She’s quite powerful actually, and the way they’ve blended the gameplay with the music makes her pretty much the best implementation of a “Bard class” in any game ever, in a way. (The best Bard before, IMHO, the one in Vanguard, had an interesting “music” system, but it was all abstraction; other games have music you can make, but not as part of the gameplay, so far as I’m aware. Octavia brings those two elements together, the gameplay and actual music, in a fun way.)
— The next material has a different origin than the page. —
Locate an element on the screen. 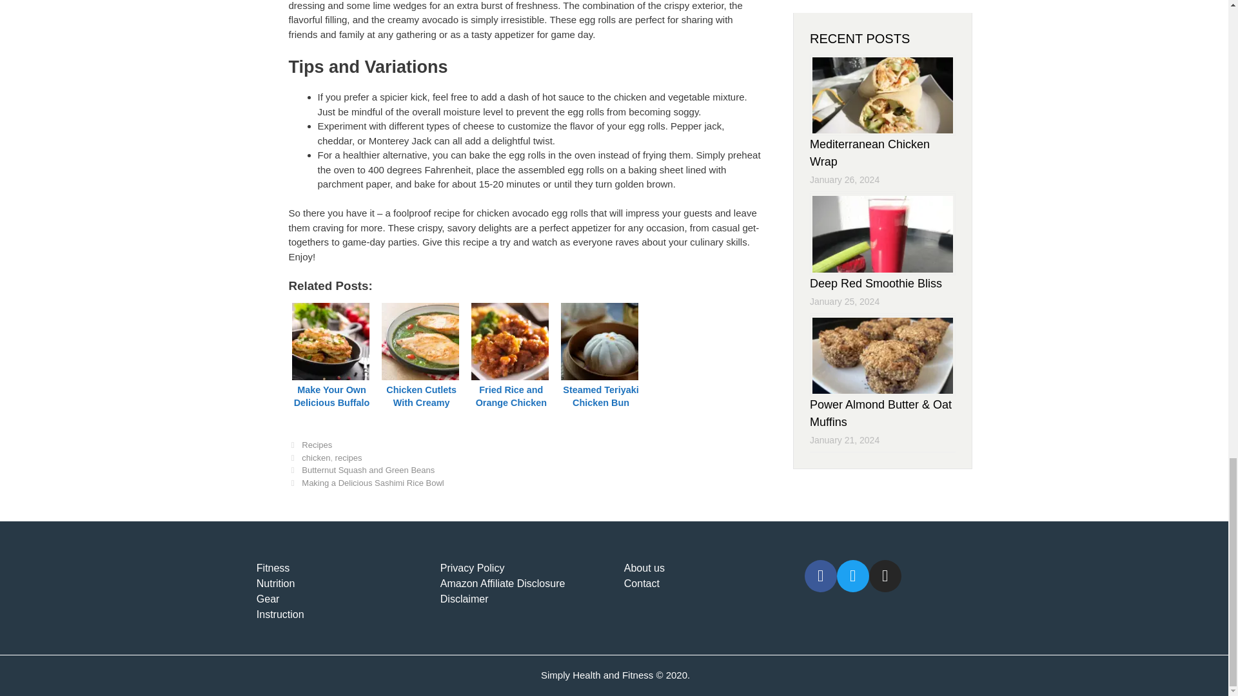 The width and height of the screenshot is (1238, 696). Butternut Squash and Green Beans is located at coordinates (368, 470).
However, as someone quipped on the forums, don’t expect FL Studio 12. The music system is extremely basic and is limited to simple drums, and a bass and melody, both restricted to a pentatonic scale of one octave. There are several “instruments” (rudimentary sample sets, which naturally cost plat, and I’m sure there will be more to come). But it’s something, and it’s something nobody’s ever done before in this kind of context, because the gameplay involves you actually timing your strikes, shots and crouches, to your music, wot you made up, to get fairly substantial buffs (invisibility, a fairly chunky stacking multishot buff, and I forget what the melee buff is). The rest of her gameplay is comprised of Vauban-like drops, the Mallet, which does hefty DoT damage, the Resonator, which is a ball that rolls around and gets mobs to follow it (the Resonator can pick up the Mallet to roll around causing chaos and damaging mobs), and the Amplifier, a huge AoE field that “amplifies” the damage of the Mallet. Plus, you also radiate a field of concentric circles (which are timed to the melody you made, and are what you have to time your shots, strikes and crouches to) that has a decent armor buff.
There are already complaints of course, about the limited nature of the music system, but I think given the limitations DE did a pretty good job, and as a Frame, she’s quite stronk.
The quest is fun too, especially the imaginative last mission.